Welcome to The Lady Dockery, your best source for British actress Michelle Dockery. Michelle is most known for her role as Mary Crawley in the critically acclaimed series Downton Abbey, for which she received three Emmy nominations. You can see her in the upcoming film Boy Kills World and the series This Town. Our site aims to bring you the latest news on Michelle's career along with providing a comprehensive gallery of her work and appearances. We hope you enjoy the site and come back soon! V

005.jpg
001.jpg
002.jpg
003.jpg
004.jpg
016.jpg
017.jpg
009.jpg
010.jpg
011.jpg
012.jpg

Michelle on Why ‘Defending Jacob’ is More Than a Whodunnit

{ Written by admin on May 01 2020 }

The teenage years are never simple. There are the hormones, the ridiculous high school hierarchy, the peer pressure, the homework, and in Jacob Barber’s case, the murder accusation. Okay, so Jacob isn’t a normal teenager. But until recently, his parents thought he was.

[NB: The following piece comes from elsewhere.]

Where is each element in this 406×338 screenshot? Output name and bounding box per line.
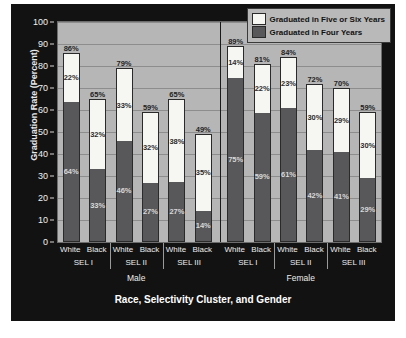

In Defending Jacob (now streaming on Apple TV+), the 14-year-old title character (Jaeden Martell) goes from homeroom to a jail cell when a classmate turns up dead and he’s suspected of the murder. Based on William Landay’s best-selling 2012 novel, the Massachusetts-set limited series stars Chris Evans and Michelle Dockery as Jacob’s parents — his defenders, if you will. But when their son becomes the biggest news story in town, their seemingly normal existence is thrown into a blender of accusations, rumors, and curious stares.

“Their lives are completely turned upside down,” Dockery, best known for her six-season run on Downton Abbey, tells EW. “The show asks how far you would go for your family.”

Although the mystery at the center of Defending Jacob is strung together with the kind of precision reserved for the best dramas on television today, it’s less of a whodunit than it might seem on the surface. This thriller is just as much about the toll such an accusation can take on a family, and what happens when parents start to doubt their own child’s innocence. “Laurie goes through so many different emotions, and the guilt was something that was there in the text,” Dockery says. “Something that was very important to portray is the guilt that you feel as a parent in any situation, but particularly this. ‘Why are we in this situation? Where did it go wrong?'”

Over the course of eight episodes, as the Barber family is put through the wringer, Laurie and Andy will learn just as much about each other as they will about their son, because Jacob’s not the only one with secrets.